Mainstream Sustainable Investing

As the final improvement, Mr. Carney calls for the bringing of sustainable investment into the mainstream — asserting that sustainable investment must do more than merely finance new “deep green” technologies. Mainstream sustainable investing must instead support all companies that are working to transition from brown to green.

Investment approaches such as “tilt” strategies, which give high environmental, social, and governance (ESG) stocks additional weight, and “momentum” strategies, which focus on companies that have improved their ESG ratings, have outperformed global benchmarks for close to a decade, acknowledges Mr. Carney. He views inconsistent measurements of ESG as one of the biggest obstacles that currently stands in the way of these strategies. In his opinion, directing investments appropriately requires a common ESG taxonomy that helps markets rigorously identify environmental outperformance.

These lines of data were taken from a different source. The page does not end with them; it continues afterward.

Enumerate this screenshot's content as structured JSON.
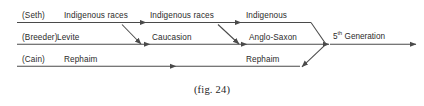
{
  "figure": {
    "caption": "(fig. 24)",
    "line_color": "#4a4a4a",
    "text_color": "#2b2b2b"
  },
  "rows": [
    {
      "source": "(Seth)",
      "stages": [
        "Indigenous races",
        "Indigenous races",
        "Indigenous"
      ]
    },
    {
      "source": "(Breeder)",
      "stages": [
        "Levite",
        "Caucasion",
        "Anglo-Saxon"
      ]
    },
    {
      "source": "(Cain)",
      "stages": [
        "Rephaim",
        "Rephaim"
      ]
    }
  ],
  "outcome": {
    "ordinal": "5",
    "ordinal_suffix": "th",
    "label": " Generation"
  }
}
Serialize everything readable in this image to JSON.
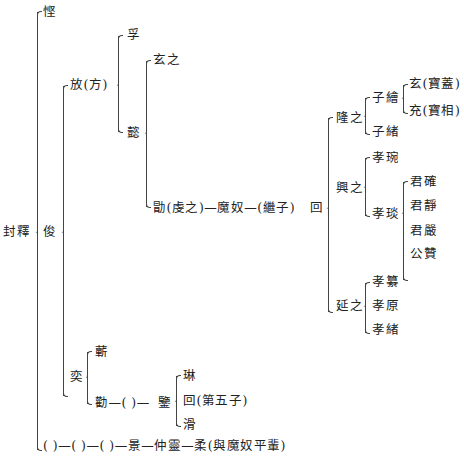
{
  "tree": {
    "root": "封釋",
    "gen1": {
      "a": "悭",
      "b": "俊",
      "c": "( )—( )—( )—景—仲靈—柔(與魔奴平輩)"
    },
    "fang": "放(方)",
    "fang_children": {
      "a": "孚",
      "b": "懿"
    },
    "yi_children": {
      "a": "玄之",
      "b": "勖(虔之)—魔奴—(繼子)"
    },
    "hui": "回",
    "hui_children": {
      "long": "隆之",
      "xing": "興之",
      "yan": "延之"
    },
    "long_children": {
      "a": "子繪",
      "b": "子緒"
    },
    "zihui_children": {
      "a": "玄(寶蓋)",
      "b": "充(寶相)"
    },
    "xing_children": {
      "a": "孝琬",
      "b": "孝琰"
    },
    "xiaoyan_children": {
      "a": "君確",
      "b": "君靜",
      "c": "君嚴",
      "d": "公贊"
    },
    "yan_children": {
      "a": "孝纂",
      "b": "孝原",
      "c": "孝緒"
    },
    "yi2": "奕",
    "yi2_children": {
      "a": "蘄",
      "b": "勸—( )—"
    },
    "jian": "鑒",
    "jian_children": {
      "a": "琳",
      "b": "回(第五子)",
      "c": "滑"
    }
  }
}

Mr. Carney considers the EU’s Green Taxonomy and the Green Bond Standards as good starting points for a taxonomy, but feels they are too binary in identifying assets only as either green or brown. Mr. Carney proposes that a better approach would be to introduce a richer and more diverse taxonomy, with “50 shades of green.” He cites the recent initiative of the UN’s Climate Financial Leaders, to develop transition indices composed of companies in high-carbon sectors that have developed low-carbon strategies, as a “promising option.”

Conclusion

Mr. Carney’s recent speeches reflect the priority that the BoE and many other financial sector players place on addressing the impacts of climate change. By identifying three key areas that require a “step change,” Mr. Carney seeks to focus the industry on specific issues in which significant and meaningful improvement can be made in the short term. Mr. Carney believes that the actions of the BoE, whilst positive, are insufficient, and that the global phenomenon that is climate change requires a global response, which he hopes his candid words may help to catalyze.

Latham & Watkins will continue to monitor developments in this area.

This post was prepared with the assistance of James Bee in the London office of Latham & Watkins.